Lawyers seldom actively contribute know-how to knowledge management systems so KM professionals increasingly turn to alternatives. One interesting approach relies on user self-interest to create KM value by inference. 

Almost everyone knows what it means to bookmark a web page. Originally, bookmarks were private, for the convenience of the user to find the same web page again.

Part of the “Web 2.0” revolution is “social bookmarking or tagging.” In brief, if enough users tag a page as relating to a topic, search engines can better find and rank that page. For example, if every reader of this blog tags it with “KM” using a service such as del.ico.us, this blog would rank higher in search results than other KM resources with fewer such tags. The premise is that self-interest drives users to tag content and that collectively the tags serve as “votes” on the value of the page.

To the extent that social tagging adds value on the web (an open issue I think), can it do so within a single enterprise? Crowd Control (eWeek, 8/13/07) is a must-read article for anyone interested in the enterprise potential of social tagging for KM. It reviews enterprise tagging products but also has excellent analysis and commentary; some highlights include:

  • “Pundits for new, enterprise-oriented social bookmarking and tagging systems claim they can provide what knowledge management systems haven’t: easy and secure storage, retrieval, and sharing of valuable documentation within an organization and around the Internet.”
  • “While [corporate created] taxonomies might have been static at times, at least they provided consistency…. Nevertheless, IT cannot ignore the emerging area of enterprise social bookmarking.”
  • “Of course, user buy-in is critical to successful deployment of these systems. Reaching such a critical mass among the Internet’s millions of users is difficult, but doing so on a closed intranet is an even bigger challenge.”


Task
Although the records contain pictures, the copy should leave them out and match everything else exactly.

===== Task material

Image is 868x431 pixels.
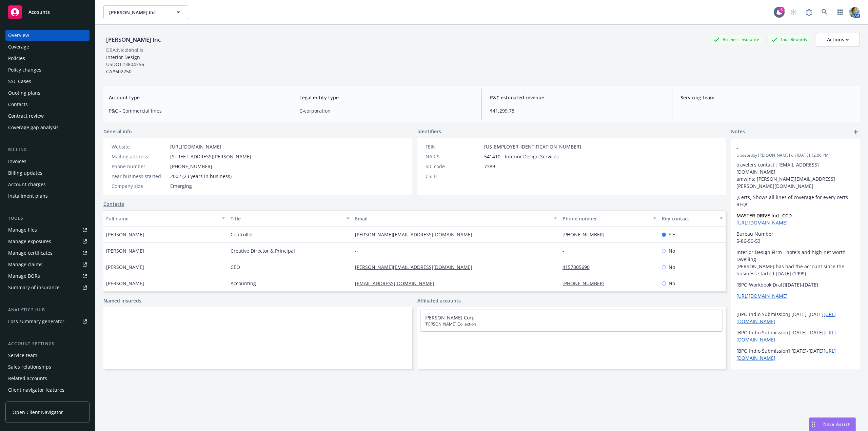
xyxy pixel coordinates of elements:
a: 4157305690 [562,264,595,270]
div: Loss summary generator [8,316,65,327]
img: photo [849,7,860,17]
div: Key contact [662,215,715,222]
a: Manage exposures [6,236,90,247]
span: P&C - Commercial lines [109,107,283,114]
div: Phone number [111,163,167,170]
div: Related accounts [8,373,47,384]
a: Manage claims [6,259,90,270]
a: [URL][DOMAIN_NAME] [736,220,787,226]
span: CEO [231,264,240,271]
a: Account charges [6,179,90,190]
div: Total Rewards [768,35,810,44]
div: SSC Cases [8,76,31,87]
div: Company size [111,182,167,190]
a: Related accounts [6,373,90,384]
button: Phone number [560,210,659,226]
a: Search [818,6,831,19]
a: - [562,248,570,254]
span: [PERSON_NAME] Inc [109,9,168,16]
span: P&C estimated revenue [490,94,663,101]
button: Title [228,210,352,226]
span: Controller [231,231,253,238]
span: Account type [109,94,283,101]
div: Coverage gap analysis [8,122,58,133]
div: FEIN [425,143,481,151]
span: [PERSON_NAME] [106,264,144,271]
a: [PHONE_NUMBER] [562,280,610,287]
span: [PERSON_NAME] [106,280,144,287]
button: Full name [103,210,228,226]
span: Updated by [PERSON_NAME] on [DATE] 12:06 PM [736,152,854,159]
div: Policy changes [8,65,42,75]
div: Website [111,143,167,151]
span: Legal entity type [299,94,473,101]
a: [PERSON_NAME][EMAIL_ADDRESS][DOMAIN_NAME] [355,231,478,238]
a: Overview [6,30,90,40]
span: [US_EMPLOYER_IDENTIFICATION_NUMBER] [484,143,581,151]
a: - [355,248,362,254]
span: 541410 - Interior Design Services [484,153,558,160]
a: Start snowing [787,6,800,19]
a: Report a Bug [802,6,816,19]
span: [PERSON_NAME] Collection [425,321,719,327]
a: Manage BORs [6,271,90,281]
a: Contacts [6,99,90,110]
a: Sales relationships [6,361,90,373]
div: Tools [6,215,90,222]
a: Client navigator features [6,384,90,396]
div: NAICS [425,153,481,160]
a: Coverage gap analysis [6,122,90,133]
button: Nova Assist [809,417,856,431]
a: [URL][DOMAIN_NAME] [736,292,787,299]
div: -Updatedby [PERSON_NAME] on [DATE] 12:06 PMtravelers contact : [EMAIL_ADDRESS][DOMAIN_NAME] amwin... [731,139,860,367]
p: [BPO Workbook Draft][DATE]-[DATE] [736,281,854,288]
a: SSC Cases [6,76,90,87]
span: 7389 [484,163,495,170]
a: Billing updates [6,167,90,178]
div: Actions [827,33,849,46]
button: Actions [816,33,860,47]
div: Coverage [8,42,29,52]
span: Notes [731,128,745,136]
a: Named insureds [103,297,141,304]
span: Open Client Navigator [12,409,63,415]
button: [PERSON_NAME] Inc [103,6,188,19]
span: - [484,172,486,180]
div: Manage claims [8,259,42,270]
span: Identifiers [417,128,441,135]
a: Switch app [833,6,847,19]
span: Servicing team [680,94,854,101]
a: Manage certificates [6,248,90,258]
div: Manage certificates [8,248,52,258]
a: [URL][DOMAIN_NAME] [170,144,221,150]
div: Manage files [8,225,37,235]
p: travelers contact : [EMAIL_ADDRESS][DOMAIN_NAME] amwins: [PERSON_NAME][EMAIL_ADDRESS][PERSON_NAME... [736,161,854,190]
span: Emerging [170,182,192,190]
div: Year business started [111,172,167,180]
span: No [668,247,675,254]
p: Bureau Number 5-86-50-53 [736,230,854,244]
span: Creative Director & Principal [231,247,295,254]
div: Quoting plans [8,88,40,98]
a: [PHONE_NUMBER] [562,231,610,238]
a: Contract review [6,111,90,121]
div: Billing updates [8,167,42,178]
div: Billing [6,147,90,153]
span: General info [103,128,132,135]
div: Account settings [6,340,90,347]
span: Yes [668,231,676,238]
div: Manage BORs [8,271,40,281]
span: - [736,144,836,151]
div: SIC code [425,163,481,170]
div: Sales relationships [8,361,51,373]
a: Contacts [103,200,124,208]
span: $41,299.78 [490,107,663,114]
button: Email [352,210,560,226]
span: C-corporation [299,107,473,114]
span: No [668,280,675,287]
span: [PERSON_NAME] [106,247,144,254]
div: Contacts [8,99,28,110]
div: Installment plans [8,190,48,202]
span: [STREET_ADDRESS][PERSON_NAME] [170,153,251,160]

==========

Exercise output
Image is 868x431 pixels.
xyxy pixel coordinates of elements:
a: 4157305690 [562,264,595,270]
div: Loss summary generator [8,316,65,327]
img: photo [849,7,860,17]
div: Key contact [662,215,715,222]
a: Manage exposures [6,236,90,247]
span: P&C - Commercial lines [109,107,283,114]
div: Phone number [111,163,167,170]
div: Related accounts [8,373,47,384]
a: Manage claims [6,259,90,270]
a: [URL][DOMAIN_NAME] [736,220,787,226]
span: CEO [231,264,240,271]
a: Account charges [6,179,90,190]
div: Total Rewards [768,35,810,44]
div: SSC Cases [8,76,31,87]
div: Company size [111,182,167,190]
a: Related accounts [6,373,90,384]
button: Phone number [560,210,659,226]
a: Search [818,6,831,19]
a: - [562,248,570,254]
span: [PERSON_NAME] Inc [109,9,168,16]
span: P&C estimated revenue [490,94,663,101]
button: Title [228,210,352,226]
span: Controller [231,231,253,238]
span: Account type [109,94,283,101]
div: Coverage gap analysis [8,122,58,133]
div: FEIN [425,143,481,151]
span: [PERSON_NAME] [106,264,144,271]
a: [PHONE_NUMBER] [562,280,610,287]
span: [PERSON_NAME] [106,280,144,287]
button: Full name [103,210,228,226]
span: Updated by [PERSON_NAME] on [DATE] 12:06 PM [736,152,854,159]
div: Policy changes [8,65,42,75]
div: Website [111,143,167,151]
span: Legal entity type [299,94,473,101]
a: [PERSON_NAME][EMAIL_ADDRESS][DOMAIN_NAME] [355,231,478,238]
a: Overview [6,30,90,40]
span: [US_EMPLOYER_IDENTIFICATION_NUMBER] [484,143,581,151]
a: - [355,248,362,254]
span: 541410 - Interior Design Services [484,153,558,160]
a: Start snowing [787,6,800,19]
a: Report a Bug [802,6,816,19]
span: [PERSON_NAME] Collection [425,321,719,327]
a: Manage BORs [6,271,90,281]
a: Contacts [6,99,90,110]
a: Sales relationships [6,361,90,373]
div: Tools [6,215,90,222]
a: Client navigator features [6,384,90,396]
div: NAICS [425,153,481,160]
a: Coverage gap analysis [6,122,90,133]
button: Nova Assist [809,417,856,431]
a: [URL][DOMAIN_NAME] [736,292,787,299]
div: -Updatedby [PERSON_NAME] on [DATE] 12:06 PMtravelers contact : [EMAIL_ADDRESS][DOMAIN_NAME] amwin... [731,139,860,367]
p: [BPO Workbook Draft][DATE]-[DATE] [736,281,854,288]
a: SSC Cases [6,76,90,87]
span: 7389 [484,163,495,170]
a: Billing updates [6,167,90,178]
div: Actions [827,33,849,46]
button: Actions [816,33,860,47]
div: Coverage [8,42,29,52]
span: Notes [731,128,745,136]
a: Named insureds [103,297,141,304]
span: Open Client Navigator [12,409,63,415]
button: [PERSON_NAME] Inc [103,6,188,19]
span: - [484,172,486,180]
div: Manage claims [8,259,42,270]
span: Identifiers [417,128,441,135]
a: Switch app [833,6,847,19]
span: Servicing team [680,94,854,101]
a: Manage certificates [6,248,90,258]
div: Manage certificates [8,248,52,258]
a: [URL][DOMAIN_NAME] [170,144,221,150]
div: Manage files [8,225,37,235]
p: travelers contact : [EMAIL_ADDRESS][DOMAIN_NAME] amwins: [PERSON_NAME][EMAIL_ADDRESS][PERSON_NAME... [736,161,854,190]
span: Emerging [170,182,192,190]
div: Year business started [111,172,167,180]
span: No [668,247,675,254]
p: Bureau Number 5-86-50-53 [736,230,854,244]
span: Creative Director & Principal [231,247,295,254]
div: Quoting plans [8,88,40,98]
a: [PHONE_NUMBER] [562,231,610,238]
a: Contract review [6,111,90,121]
div: Billing updates [8,167,42,178]
div: Billing [6,147,90,153]
span: General info [103,128,132,135]
div: Account settings [6,340,90,347]
span: Yes [668,231,676,238]
div: Manage BORs [8,271,40,281]
span: - [736,144,836,151]
div: SIC code [425,163,481,170]
div: Sales relationships [8,361,51,373]
a: Contacts [103,200,124,208]
span: $41,299.78 [490,107,663,114]
button: Email [352,210,560,226]
span: C-corporation [299,107,473,114]
span: No [668,280,675,287]
span: [PERSON_NAME] [106,247,144,254]
div: Contacts [8,99,28,110]
div: Installment plans [8,190,48,202]
span: [STREET_ADDRESS][PERSON_NAME] [170,153,251,160]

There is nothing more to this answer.